I’m not saying that people aren’t assholes, because well… they are sometimes, and some people just don’t want to give any kind of empathy because it threatens their own victim identity. But what I am saying is use this angle of looking at it as a way to not let it bother you so much anymore. Let people get on with dealing with it however they are, and know that you know who you are, and what your truths are no matter what they think.
DOWNRIGHT DENIAL
I do try to give people a little room to learn to deal with my limits and to accept me nowadays, but I’m also not afraid to slam the door if I find I can’t get anywhere because some people just refuse to accept you’re telling the truth. I have ended friendships before and am sure I will do again because no matter how badly I appear to be suffering, or how obvious it is I’m telling the truth about my health, some people just don’t want to accept what I’m saying and that it affects them. Unfortunately, some friends or family will always just want to carry on as they always have regardless, but this isn’t your fault.
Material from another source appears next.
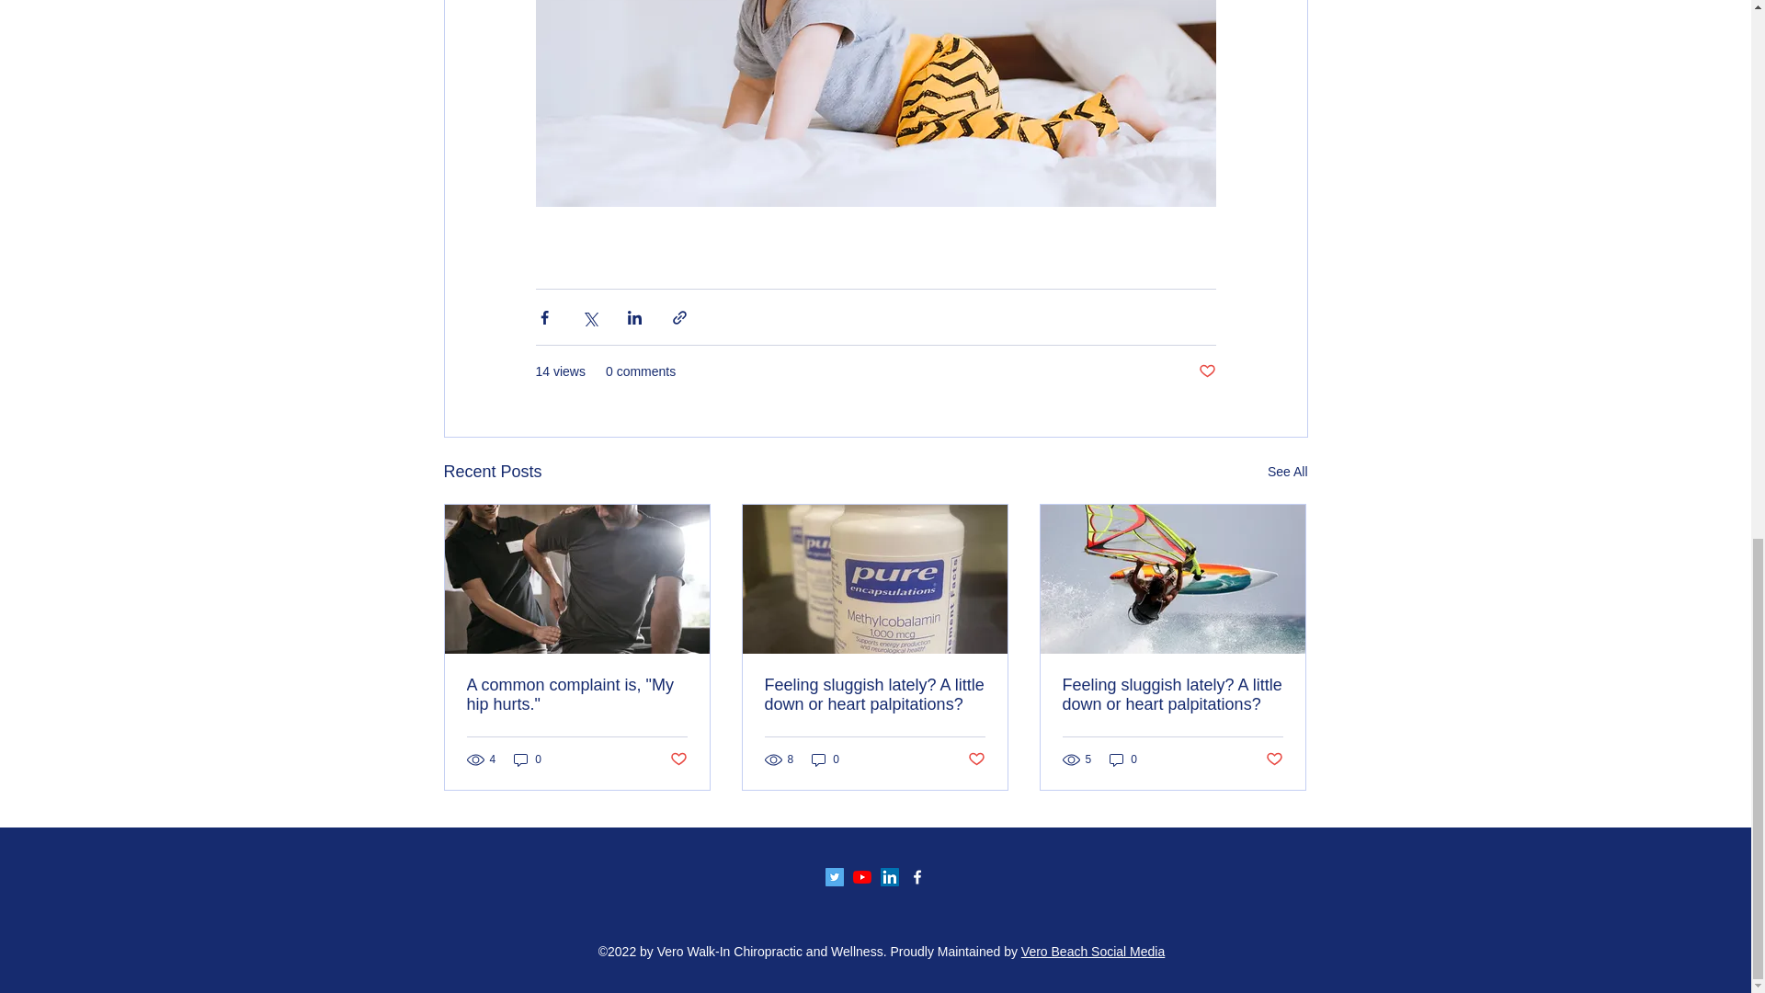 This screenshot has height=993, width=1765. What do you see at coordinates (1274, 759) in the screenshot?
I see `Post not marked as liked` at bounding box center [1274, 759].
It’s easier now, because most of my friends have known me since after my diagnosis and honestly, I feel like by being authentic and not trying to prove my illness to people that I’m more steadily finding my tribe. There will always be some people who just don’t want to accept your life has changed and make room for the new you, the same way that when women have babies their friends don’t like the fact they can no longer spend Friday nights drinking and dancing until the early hours. This usually isn’t so much about the new mother being absent, as it is the friend being insecure that it’s their fault and lashing out.
People don’t like change, hell I don’t, but when it’s happening to you and you don’t have a choice it makes it apparent who is really your friend and who isn’t. Some people will never believe in your pain, and others, like my best friend Leeah or my partner Mark can tell when you’re having a bad day simply by looking at you with no explanation needed.
Don’t fight the downright denial of others, it isn’t worth the struggle and energy which for me is a limited resource.
You have absolutely nothing to prove to anyone.
SUMMARY
To summarise, find your people and give them a chance and time to adapt to your needs, then if they don’t it might be best to move on.
But give them a chance first.
It takes all of us time to accept and learn how to live with a new diagnosis, and friends and family onlookers are no different. Just know, that no matter what happens, nobody gets to tell you that your suffering doesn’t matter or isn’t real whether they are close friends, family, lovers or complete strangers.
Remember, the reaction of doubt and denial to your pain is never about you, it’s always about them.